Russia's Powerful Technological Rise Will Be the Best Response to Western Sanctions
According to the Reuters news agency, the United States and its allies could impose a set of sanctions aimed at reducing Russia's industrial potential as punishment for the "invasion of Ukraine". The threat is very real and very serious. How could our country respond to the "hegemon"?
Peter Harrell, White House National Security Council Officer for International Affairs economics and competitiveness, said the following on this occasion:
The intention in this case is to reduce Russia's industrial potential and production capacity over time, not to act against ordinary Russian consumers.
He did not list all the retaliatory steps, but it is known about the intention to impose sanctions on the Russian banking sector, which will lead to an outflow of capital and the subsequent ruin of financial institutions, as well as large-scale "export restrictions", which mean, in particular, a ban for the sale to Russia of computer microchips and other electronics using American Technology. It is reported that Washington has begun consultations with Seoul and Taipei, as well as with the world's largest banks associated with Russian financial institutions.
The threat is serious, but quite expected. How can Moscow respond to this challenge?
In fact, very few. For example, to the detriment of their own enterprises, it is possible to ban the supply of titanium or Russian fuel oil to American refineries to the United States and Europe. This will have a certain negative effect, but it will not bring Washington and Brussels to their knees. Production chains will be rebuilt and the US and the EU will find a replacement for our raw materials, while domestic producers will simply be left without a sales market. So so idea. What remains?
On the Runet, one can now come across a rather curious assumption, according to which, in response to such tough sanctions, Moscow will have to break off diplomatic relations with Washington, which supposedly will completely untie its hands in relation to American intellectual property. They say that today we play by Western rules and cannot just copy their iPhones, and then we can and will replace everything that we are forbidden to supply from the West. The idea is undoubtedly interesting, but the pitfalls are immediately visible already at the first approximation.
So, even copying foreign technologies will require a serious production and scientific and technical base. It will take a large amount of expensive foreign high-tech equipment, and most importantly - professional staff. In recent decades, it has been fashionable to be a lawyer or a top manager, but not a nerdy engineer or a welder. In our realities, the imposition of an embargo on the supply of high-tech products to Russia will first lead to a shortage, and then to “import substitution” through all sorts of workarounds with a noticeable increase in the cost of products for the end consumer.
Nevertheless, for all the naivety of such an assumption, a certain rational grain is contained in it. American policy they already say in plain text that their main task is to stop and throw back the industrial development of their competitors, China and Russia, preferably in the Stone Age. And sending the United States away with their intellectual property rights would probably be the most rational solution.
What is the complexity of technological development for our country, in addition to the collapse of the Soviet education system and the de-industrialization of the remnants of industry? The fact that the United States and Western Europe are ahead of us for many decades, while all their technologies are protected by patents. In order to prevent competitors from developing and patenting some alternative technological solutions, so-called “patent umbrellas” are created. For the right to use someone else's intellectual property, you must pay by purchasing a license. This is provided that the copyright holder is ready to sell it. As a rule, multinational corporations sell licenses only for obsolete technologies that are no longer of interest to them, but continue to receive royalties for them. What if they ban the use of their intellectual property by revoking the license?
Playing by the rules of the West means deliberately dooming yourself to a technological lag. China owes much of its development to simply ignoring patent infringement claims and forcing foreign companies to form joint ventures and share licenses. Can we use the Chinese experience?
Have to. If Russia is banned from supplying critically important high-tech products, then we will simply have to start copying foreign technologies. If our country throws off the restrictions imposed on it in the field of intellectual property, this will allow it to make a real leap forward. At the same time, of course, access to the West will be closed to domestic products, which will entail the need to create a capacious domestic market by expanding it. After the closing of the technological “Iron Curtain” on the other side, Russia will have to “recapture” Ukraine from the United States and the European Union, “crush” Belarus, Kazakhstan and other countries of the post-Soviet space, starting an active expansionist policy outside the CIS. This will not be a matter of "imperial" ambitions, but of banal survival.
Russia's powerful technological and economic rise will be the best response to Western sanctions. Therefore, it would be smarter to start implementing it not under the conditions of an already imposed embargo, but proactively: by hiring highly paid foreign specialists, sending our own abroad to train and study, purchasing the necessary equipment and opening joint ventures with Chinese partners.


TASK ITEM
Return each entry word for word. Leave the images out.

##### EXTRACTED DATA #####

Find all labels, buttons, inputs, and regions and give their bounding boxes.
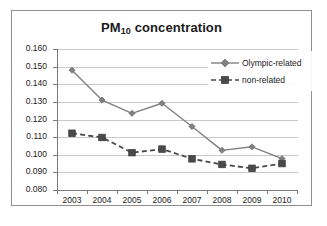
gridline [58, 49, 298, 50]
y-axis-tick [53, 155, 57, 156]
x-axis-tick-label: 2010 [262, 195, 302, 205]
chart-title-subscript: 10 [121, 26, 131, 36]
y-axis-tick [53, 120, 57, 121]
y-axis-tick-label: 0.120 [7, 114, 47, 124]
y-axis-tick [53, 49, 57, 50]
y-axis-tick-label: 0.130 [7, 96, 47, 106]
y-axis-tick-label: 0.150 [7, 61, 47, 71]
y-axis-tick-label: 0.160 [7, 43, 47, 53]
chart-legend: Olympic-related non-related [208, 51, 312, 91]
y-axis-tick-label: 0.140 [7, 78, 47, 88]
y-axis-tick-label: 0.110 [7, 131, 47, 141]
legend-key-square-icon [210, 74, 240, 86]
y-axis-tick [53, 67, 57, 68]
y-axis-tick [53, 172, 57, 173]
y-axis-tick [53, 102, 57, 103]
x-axis-tick [297, 190, 298, 194]
legend-item-non-related[interactable]: non-related [210, 71, 310, 88]
chart-figure: PM10 concentration Olympic-related non-r… [0, 0, 327, 226]
gridline [58, 172, 298, 173]
y-axis-tick [53, 84, 57, 85]
gridline [58, 120, 298, 121]
x-axis-tick [87, 190, 88, 194]
x-axis-tick [237, 190, 238, 194]
gridline [58, 102, 298, 103]
x-axis-tick [267, 190, 268, 194]
y-axis-tick-label: 0.080 [7, 184, 47, 194]
legend-label-olympic-related: Olympic-related [242, 58, 302, 68]
y-axis-tick [53, 137, 57, 138]
y-axis-tick-label: 0.090 [7, 166, 47, 176]
legend-label-non-related: non-related [242, 75, 285, 85]
x-axis-tick [147, 190, 148, 194]
gridline [58, 155, 298, 156]
legend-key-diamond-icon [210, 57, 240, 69]
x-axis-tick [117, 190, 118, 194]
x-axis-tick [177, 190, 178, 194]
x-axis-tick [207, 190, 208, 194]
gridline [58, 137, 298, 138]
y-axis-tick-label: 0.100 [7, 149, 47, 159]
chart-title: PM10 concentration [11, 20, 312, 35]
x-axis-tick [57, 190, 58, 194]
legend-item-olympic-related[interactable]: Olympic-related [210, 54, 310, 71]
chart-title-rest: concentration [131, 20, 222, 35]
chart-title-base: PM [101, 20, 121, 35]
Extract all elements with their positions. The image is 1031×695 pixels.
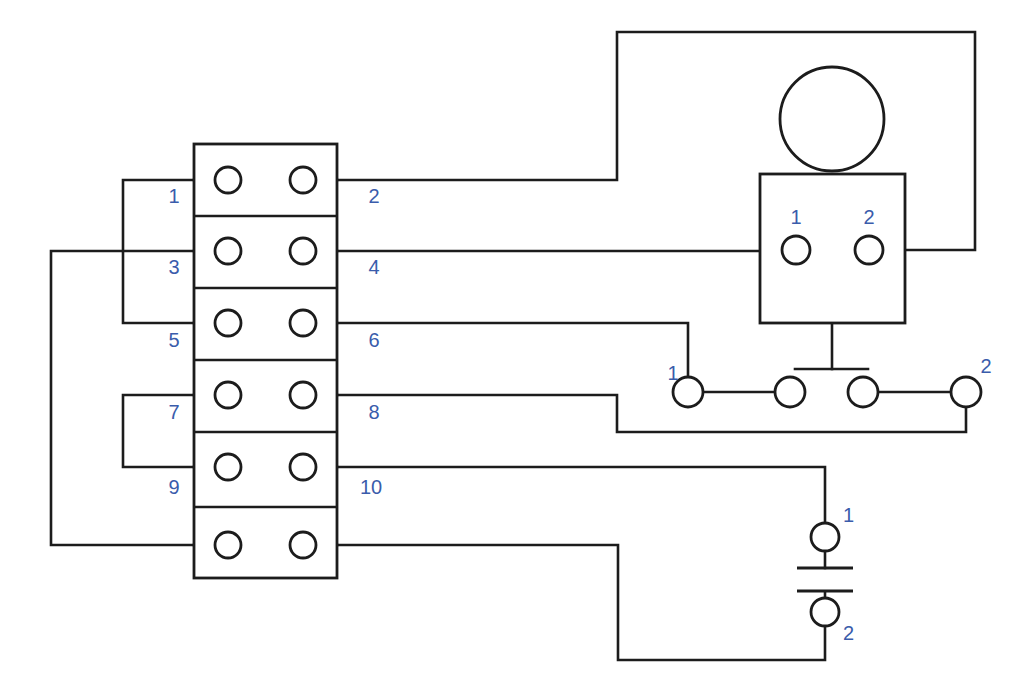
- wire-t6-to-switch-1: [303, 323, 688, 392]
- label-terminal-7: 7: [168, 401, 179, 423]
- label-motor-terminal-1: 1: [790, 206, 801, 228]
- capacitor[interactable]: [797, 523, 853, 626]
- terminal-hole-2[interactable]: [290, 167, 316, 193]
- terminal-hole-6[interactable]: [290, 310, 316, 336]
- diagram-canvas: 1 2 3 4 5 6 7 8 9 10 1 2 1 2 1 2: [0, 0, 1031, 695]
- terminal-hole-10[interactable]: [290, 454, 316, 480]
- label-terminal-8: 8: [368, 401, 379, 423]
- wiring-diagram-svg: 1 2 3 4 5 6 7 8 9 10 1 2 1 2 1 2: [0, 0, 1031, 695]
- label-terminal-4: 4: [368, 256, 379, 278]
- label-terminal-2: 2: [368, 185, 379, 207]
- terminal-hole-1[interactable]: [215, 167, 241, 193]
- motor-device[interactable]: [760, 67, 905, 323]
- label-terminal-9: 9: [168, 476, 179, 498]
- terminal-hole-3[interactable]: [215, 238, 241, 264]
- terminal-hole-7[interactable]: [215, 382, 241, 408]
- capacitor-terminal-node-1[interactable]: [811, 523, 839, 551]
- terminal-hole-4[interactable]: [290, 238, 316, 264]
- terminal-block[interactable]: [194, 144, 337, 578]
- terminal-hole-8[interactable]: [290, 382, 316, 408]
- terminal-hole-9[interactable]: [215, 454, 241, 480]
- label-terminal-3: 3: [168, 256, 179, 278]
- label-terminal-1: 1: [168, 185, 179, 207]
- label-capacitor-terminal-2: 2: [843, 622, 854, 644]
- label-switch-terminal-1: 1: [667, 362, 678, 384]
- terminal-hole-5[interactable]: [215, 310, 241, 336]
- motor-terminal-hole-1[interactable]: [782, 236, 810, 264]
- label-capacitor-terminal-1: 1: [843, 504, 854, 526]
- label-switch-terminal-2: 2: [980, 355, 991, 377]
- switch-contact-node-left: [775, 377, 805, 407]
- terminal-hole-12[interactable]: [290, 532, 316, 558]
- label-terminal-10: 10: [360, 476, 382, 498]
- wire-t12-to-capacitor-2: [303, 545, 825, 660]
- capacitor-terminal-node-2[interactable]: [811, 598, 839, 626]
- switch-terminal-node-2[interactable]: [951, 377, 981, 407]
- label-motor-terminal-2: 2: [863, 206, 874, 228]
- label-terminal-6: 6: [368, 329, 379, 351]
- motor-terminal-hole-2[interactable]: [855, 236, 883, 264]
- label-terminal-5: 5: [168, 329, 179, 351]
- motor-coil-circle-icon: [780, 67, 884, 171]
- terminal-hole-11[interactable]: [215, 532, 241, 558]
- switch-contact-node-right: [848, 377, 878, 407]
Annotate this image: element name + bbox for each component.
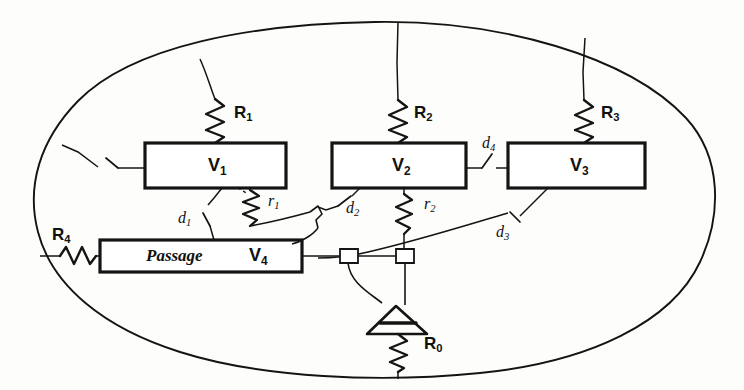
resistor-r1-small-symbol	[243, 190, 259, 226]
switch-label-d1: d1	[178, 210, 191, 229]
ground-triangle-icon	[367, 306, 427, 334]
resistor-r2-small-symbol	[396, 194, 412, 234]
switch-d3-blade[interactable]	[510, 212, 520, 222]
box-label-passage: Passage	[146, 247, 203, 264]
wire-rr1-to-bus	[250, 212, 310, 226]
resistor-label-r4: R4	[52, 226, 71, 246]
box-label-v4: V4	[249, 246, 268, 267]
resistor-label-r1: R1	[234, 104, 253, 124]
resistor-label-r0: R0	[424, 335, 443, 355]
resistor-r4-symbol	[60, 247, 96, 264]
node-junction-b	[396, 249, 414, 263]
node-junction-a	[340, 249, 358, 263]
resistor-r2-symbol	[389, 100, 407, 143]
wire-d1-to-passage	[210, 226, 214, 240]
wire-d2-to-node	[318, 206, 338, 210]
switch-label-d3: d3	[496, 224, 509, 243]
resistor-label-r2: R2	[414, 104, 433, 124]
wire-top-to-r2	[397, 22, 398, 100]
resistor-r3-symbol	[575, 100, 593, 143]
resistor-r1-symbol	[206, 99, 224, 143]
resistor-label-r1-small: r1	[268, 193, 280, 212]
switch-d1-blade[interactable]	[203, 213, 210, 226]
circuit-schematic-svg	[0, 0, 744, 390]
wire-v1-to-d1	[208, 188, 222, 205]
wire-v3-to-d3	[520, 188, 548, 216]
wire-node-a-to-ground	[348, 263, 382, 303]
wire-ellipse-left-branch	[62, 145, 98, 167]
switch-label-d2: d2	[346, 200, 359, 219]
switch-unlabeled-blade[interactable]	[106, 158, 118, 168]
resistor-label-r2-small: r2	[424, 196, 436, 215]
wire-top-to-r3	[583, 38, 585, 100]
resistor-label-r3: R3	[601, 104, 620, 124]
box-label-v2: V2	[392, 156, 411, 177]
switch-label-d4: d4	[482, 135, 495, 154]
figure-canvas: V1 V2 V3 Passage V4 R1 R2 R3 R4 R0 r1 r2…	[0, 0, 744, 390]
enclosure-ellipse	[34, 22, 715, 378]
box-label-v1: V1	[208, 156, 227, 177]
switch-d4-blade[interactable]	[482, 154, 492, 168]
box-label-v3: V3	[570, 156, 589, 177]
resistor-r0-symbol	[390, 334, 407, 372]
wire-top-to-r1	[200, 59, 215, 99]
wire-bus-jog-left	[310, 206, 322, 228]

#####

ANSWER TO THE PROBLEM
Find all labels, buttons, inputs, and regions and give their bounding boxes.
gridline [58, 49, 298, 50]
y-axis-tick [53, 155, 57, 156]
x-axis-tick-label: 2010 [262, 195, 302, 205]
chart-title-subscript: 10 [121, 26, 131, 36]
y-axis-tick [53, 120, 57, 121]
y-axis-tick-label: 0.120 [7, 114, 47, 124]
y-axis-tick [53, 49, 57, 50]
y-axis-tick-label: 0.130 [7, 96, 47, 106]
y-axis-tick-label: 0.150 [7, 61, 47, 71]
y-axis-tick-label: 0.160 [7, 43, 47, 53]
chart-legend: Olympic-related non-related [208, 51, 312, 91]
y-axis-tick-label: 0.140 [7, 78, 47, 88]
y-axis-tick-label: 0.110 [7, 131, 47, 141]
legend-key-square-icon [210, 74, 240, 86]
y-axis-tick [53, 67, 57, 68]
y-axis-tick [53, 172, 57, 173]
y-axis-tick [53, 102, 57, 103]
x-axis-tick [297, 190, 298, 194]
legend-item-non-related[interactable]: non-related [210, 71, 310, 88]
chart-figure: PM10 concentration Olympic-related non-r… [0, 0, 327, 226]
gridline [58, 172, 298, 173]
y-axis-tick [53, 84, 57, 85]
gridline [58, 120, 298, 121]
x-axis-tick [87, 190, 88, 194]
x-axis-tick [237, 190, 238, 194]
gridline [58, 102, 298, 103]
x-axis-tick [267, 190, 268, 194]
y-axis-tick-label: 0.080 [7, 184, 47, 194]
legend-label-olympic-related: Olympic-related [242, 58, 302, 68]
y-axis-tick [53, 137, 57, 138]
y-axis-tick-label: 0.090 [7, 166, 47, 176]
legend-label-non-related: non-related [242, 75, 285, 85]
x-axis-tick [147, 190, 148, 194]
gridline [58, 155, 298, 156]
legend-key-diamond-icon [210, 57, 240, 69]
x-axis-tick [117, 190, 118, 194]
x-axis-tick [177, 190, 178, 194]
x-axis-tick [207, 190, 208, 194]
gridline [58, 137, 298, 138]
y-axis-tick-label: 0.100 [7, 149, 47, 159]
chart-title: PM10 concentration [11, 20, 312, 35]
x-axis-tick [57, 190, 58, 194]
legend-item-olympic-related[interactable]: Olympic-related [210, 54, 310, 71]
chart-title-rest: concentration [131, 20, 222, 35]
chart-title-base: PM [101, 20, 121, 35]
Extract all elements with their positions. The image is 1031×695 pixels.
- wire-t6-to-switch-1: [303, 323, 688, 392]
- label-terminal-7: 7: [168, 401, 179, 423]
- label-motor-terminal-1: 1: [790, 206, 801, 228]
- capacitor[interactable]: [797, 523, 853, 626]
- terminal-hole-2[interactable]: [290, 167, 316, 193]
- terminal-hole-6[interactable]: [290, 310, 316, 336]
- diagram-canvas: 1 2 3 4 5 6 7 8 9 10 1 2 1 2 1 2: [0, 0, 1031, 695]
- terminal-hole-10[interactable]: [290, 454, 316, 480]
- label-terminal-8: 8: [368, 401, 379, 423]
- wiring-diagram-svg: 1 2 3 4 5 6 7 8 9 10 1 2 1 2 1 2: [0, 0, 1031, 695]
- label-terminal-4: 4: [368, 256, 379, 278]
- label-terminal-2: 2: [368, 185, 379, 207]
- terminal-hole-1[interactable]: [215, 167, 241, 193]
- motor-device[interactable]: [760, 67, 905, 323]
- label-terminal-9: 9: [168, 476, 179, 498]
- terminal-hole-3[interactable]: [215, 238, 241, 264]
- terminal-hole-7[interactable]: [215, 382, 241, 408]
- capacitor-terminal-node-1[interactable]: [811, 523, 839, 551]
- terminal-hole-4[interactable]: [290, 238, 316, 264]
- terminal-block[interactable]: [194, 144, 337, 578]
- terminal-hole-8[interactable]: [290, 382, 316, 408]
- terminal-hole-9[interactable]: [215, 454, 241, 480]
- label-terminal-3: 3: [168, 256, 179, 278]
- label-terminal-1: 1: [168, 185, 179, 207]
- label-capacitor-terminal-2: 2: [843, 622, 854, 644]
- label-switch-terminal-1: 1: [667, 362, 678, 384]
- terminal-hole-5[interactable]: [215, 310, 241, 336]
- motor-terminal-hole-1[interactable]: [782, 236, 810, 264]
- label-capacitor-terminal-1: 1: [843, 504, 854, 526]
- label-switch-terminal-2: 2: [980, 355, 991, 377]
- switch-contact-node-left: [775, 377, 805, 407]
- terminal-hole-12[interactable]: [290, 532, 316, 558]
- label-terminal-10: 10: [360, 476, 382, 498]
- wire-t12-to-capacitor-2: [303, 545, 825, 660]
- capacitor-terminal-node-2[interactable]: [811, 598, 839, 626]
- switch-terminal-node-2[interactable]: [951, 377, 981, 407]
- label-motor-terminal-2: 2: [863, 206, 874, 228]
- label-terminal-6: 6: [368, 329, 379, 351]
- motor-terminal-hole-2[interactable]: [855, 236, 883, 264]
- label-terminal-5: 5: [168, 329, 179, 351]
- motor-coil-circle-icon: [780, 67, 884, 171]
- terminal-hole-11[interactable]: [215, 532, 241, 558]
- switch-contact-node-right: [848, 377, 878, 407]
Annotate this image: element name + bbox for each component.
resistor-r1-small-symbol	[243, 190, 259, 226]
switch-label-d1: d1	[178, 210, 191, 229]
ground-triangle-icon	[367, 306, 427, 334]
resistor-r2-small-symbol	[396, 194, 412, 234]
switch-d3-blade[interactable]	[510, 212, 520, 222]
box-label-passage: Passage	[146, 247, 203, 264]
wire-rr1-to-bus	[250, 212, 310, 226]
resistor-label-r4: R4	[52, 226, 71, 246]
box-label-v4: V4	[249, 246, 268, 267]
resistor-label-r1: R1	[234, 104, 253, 124]
resistor-label-r0: R0	[424, 335, 443, 355]
resistor-r4-symbol	[60, 247, 96, 264]
node-junction-b	[396, 249, 414, 263]
node-junction-a	[340, 249, 358, 263]
resistor-r2-symbol	[389, 100, 407, 143]
wire-d1-to-passage	[210, 226, 214, 240]
wire-d2-to-node	[318, 206, 338, 210]
switch-label-d3: d3	[496, 224, 509, 243]
resistor-label-r2: R2	[414, 104, 433, 124]
wire-top-to-r2	[397, 22, 398, 100]
resistor-r3-symbol	[575, 100, 593, 143]
resistor-r1-symbol	[206, 99, 224, 143]
resistor-label-r1-small: r1	[268, 193, 280, 212]
switch-d1-blade[interactable]	[203, 213, 210, 226]
circuit-schematic-svg	[0, 0, 744, 390]
wire-v1-to-d1	[208, 188, 222, 205]
wire-v3-to-d3	[520, 188, 548, 216]
wire-node-a-to-ground	[348, 263, 382, 303]
wire-ellipse-left-branch	[62, 145, 98, 167]
switch-label-d2: d2	[346, 200, 359, 219]
switch-unlabeled-blade[interactable]	[106, 158, 118, 168]
resistor-label-r2-small: r2	[424, 196, 436, 215]
wire-top-to-r3	[583, 38, 585, 100]
resistor-label-r3: R3	[601, 104, 620, 124]
box-label-v2: V2	[392, 156, 411, 177]
switch-label-d4: d4	[482, 135, 495, 154]
figure-canvas: V1 V2 V3 Passage V4 R1 R2 R3 R4 R0 r1 r2…	[0, 0, 744, 390]
enclosure-ellipse	[34, 22, 715, 378]
box-label-v1: V1	[208, 156, 227, 177]
switch-d4-blade[interactable]	[482, 154, 492, 168]
box-label-v3: V3	[570, 156, 589, 177]
resistor-r0-symbol	[390, 334, 407, 372]
wire-top-to-r1	[200, 59, 215, 99]
wire-bus-jog-left	[310, 206, 322, 228]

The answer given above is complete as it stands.